A Copernican Revolution in Digital Fabrication: Handheld CNC for 2D Applications

PositionCorrecting2DCNC-machine.jpg

As with many of my fellow fledgling philosophy students, I was awed by Kant’s so-called “Copernican Revolution”: in order to reconcile the epistemological conflict between rationalism and empiricism, Kant determined that we experience the world from a point-of-view, as dictated by a priori categories of space, time, causality, etc. Thus, our unique ability to know and learn about the world as it is given to perception comes at the expense of the naïve belief that we could somehow discern its essence.

Just as it’s only a loose (possibly even backwards) metaphor for the dawn of modern Western philosophy, we’re taking some liberties with both the Renaissance astronomer’s hypothesis and its Kantian canonization here. Where Computer Numerical Control (CNC) devices have long been restricted by the size of a multiple-axis stage, a team of engineers and designers are looking to put digital fabrication tools squarely in the hands of the users. Don’t the let academic title fool you: “Position-Correcting Tools for 2D Digital Fabrication” by Alec Rivers (MIT CSAIL), Ilan E. Moyer (MIT MechE) and Frédo Durand (MIT CSAIL) might just represent the next step for digital fabrication. Per the abstract:

Many kinds of digital fabrication are accomplished by precisely moving a tool along a digitally-specified path. This precise motion is typically accomplished fully automatically using a computer controlled multi-axis stage. With that approach, one can only create objects smaller than the positioning stage, and large stages can be quite expensive.
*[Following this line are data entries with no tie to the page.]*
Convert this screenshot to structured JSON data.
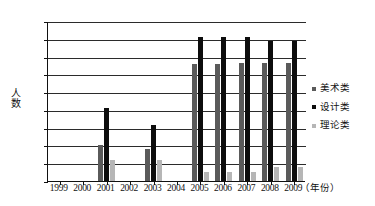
{
  "chart_data": {
    "type": "bar",
    "title": "",
    "xlabel": "（年份）",
    "ylabel": "人数",
    "ylim": [
      0,
      450
    ],
    "ytick_step": 50,
    "yticks": [
      0,
      50,
      100,
      150,
      200,
      250,
      300,
      350,
      400,
      450
    ],
    "grid": true,
    "legend_position": "right",
    "categories": [
      "1999",
      "2000",
      "2001",
      "2002",
      "2003",
      "2004",
      "2005",
      "2006",
      "2007",
      "2008",
      "2009"
    ],
    "series": [
      {
        "name": "美术类",
        "color": "#5a5a5a",
        "values": [
          0,
          0,
          100,
          0,
          90,
          0,
          330,
          330,
          332,
          332,
          332
        ]
      },
      {
        "name": "设计类",
        "color": "#0d0d0d",
        "values": [
          0,
          0,
          205,
          0,
          158,
          0,
          405,
          405,
          405,
          395,
          395
        ]
      },
      {
        "name": "理论类",
        "color": "#b6b6b6",
        "values": [
          0,
          0,
          60,
          0,
          60,
          0,
          25,
          25,
          25,
          40,
          40
        ]
      }
    ]
  }
}
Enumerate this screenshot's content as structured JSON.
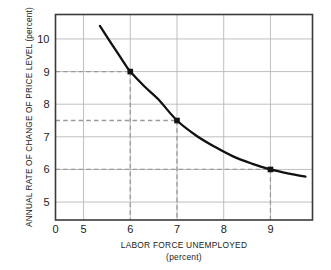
{
  "chart_data": {
    "type": "line",
    "title": "",
    "xlabel": "LABOR FORCE UNEMPLOYED",
    "xlabel_sub": "(percent)",
    "ylabel": "ANNUAL RATE OF CHANGE OF PRICE LEVEL (percent)",
    "xlim": [
      4.4,
      9.9
    ],
    "ylim": [
      4.45,
      10.75
    ],
    "grid": true,
    "legend": "none",
    "x_tick_labels": [
      "0",
      "5",
      "6",
      "7",
      "8",
      "9"
    ],
    "x_tick_values": [
      0,
      5,
      6,
      7,
      8,
      9
    ],
    "y_tick_labels": [
      "5",
      "6",
      "7",
      "8",
      "9",
      "10"
    ],
    "y_tick_values": [
      5,
      6,
      7,
      8,
      9,
      10
    ],
    "series": [
      {
        "name": "Phillips curve",
        "x": [
          5.35,
          5.6,
          5.9,
          6.0,
          6.3,
          6.6,
          7.0,
          7.4,
          7.8,
          8.2,
          8.6,
          9.0,
          9.4,
          9.75
        ],
        "y": [
          10.4,
          9.85,
          9.2,
          9.0,
          8.55,
          8.15,
          7.5,
          7.05,
          6.7,
          6.4,
          6.18,
          6.0,
          5.87,
          5.78
        ]
      }
    ],
    "markers": [
      {
        "x": 6.0,
        "y": 9.0,
        "label": "6, 9"
      },
      {
        "x": 7.0,
        "y": 7.5,
        "label": "7, 7.5"
      },
      {
        "x": 9.0,
        "y": 6.0,
        "label": "9, 6"
      }
    ],
    "guide_lines": [
      {
        "orientation": "horizontal",
        "value": 9.0
      },
      {
        "orientation": "horizontal",
        "value": 7.5
      },
      {
        "orientation": "horizontal",
        "value": 6.0
      },
      {
        "orientation": "vertical",
        "value": 6.0
      },
      {
        "orientation": "vertical",
        "value": 7.0
      },
      {
        "orientation": "vertical",
        "value": 9.0
      }
    ],
    "colors": {
      "curve": "#111111",
      "marker": "#111111",
      "grid": "#b8b8b8",
      "guide": "#9a9a9a",
      "axis": "#3a3a3a",
      "text": "#1a1a1a",
      "background": "#ffffff"
    }
  }
}
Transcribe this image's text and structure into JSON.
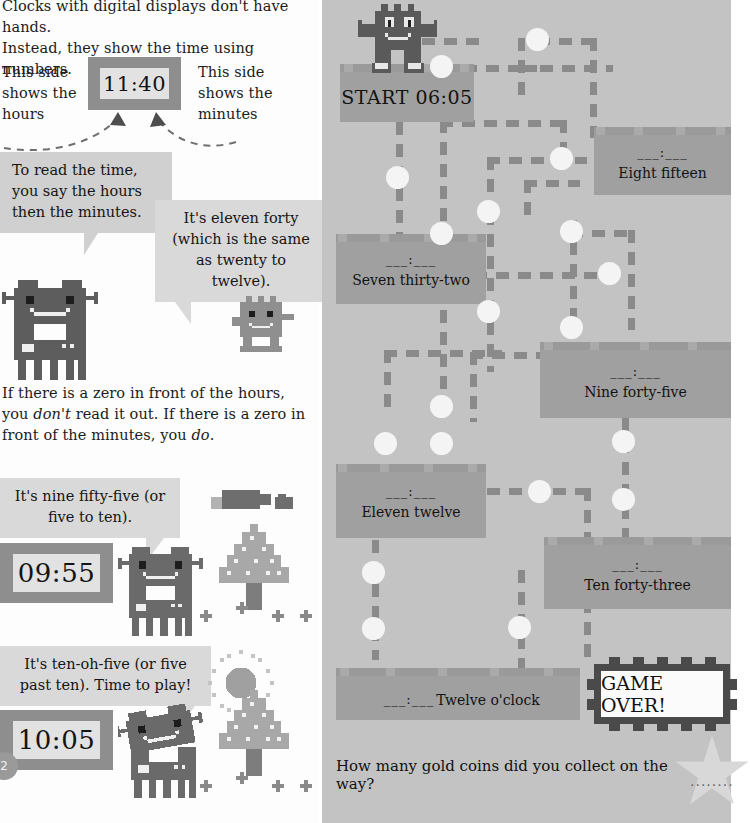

We propose a new approach to precise positioning of a tool that combines manual and automatic positioning: in our approach, the user coarsely positions a frame containing the tool in an approximation of the desired path, while the device tracks the frame’s location and adjusts the position of the tool within the frame to correct the user’s positioning error in real time. Because the automatic positioning need only cover the range of the human’s
positioning error, this frame can be small and inexpensive, and because the human has unlimited range, such a frame can be used to precisely position tools over an unlimited range.

PositionCorrecting2DCNC-USAUSA.jpgMade in the USA

In other words, they’re looking to combine the best of both worlds: “our goal is to leverage the human’s mechanical range, rather than decision making power or guidance, to enable a new form factor and approach to a task that is currently fully automated.”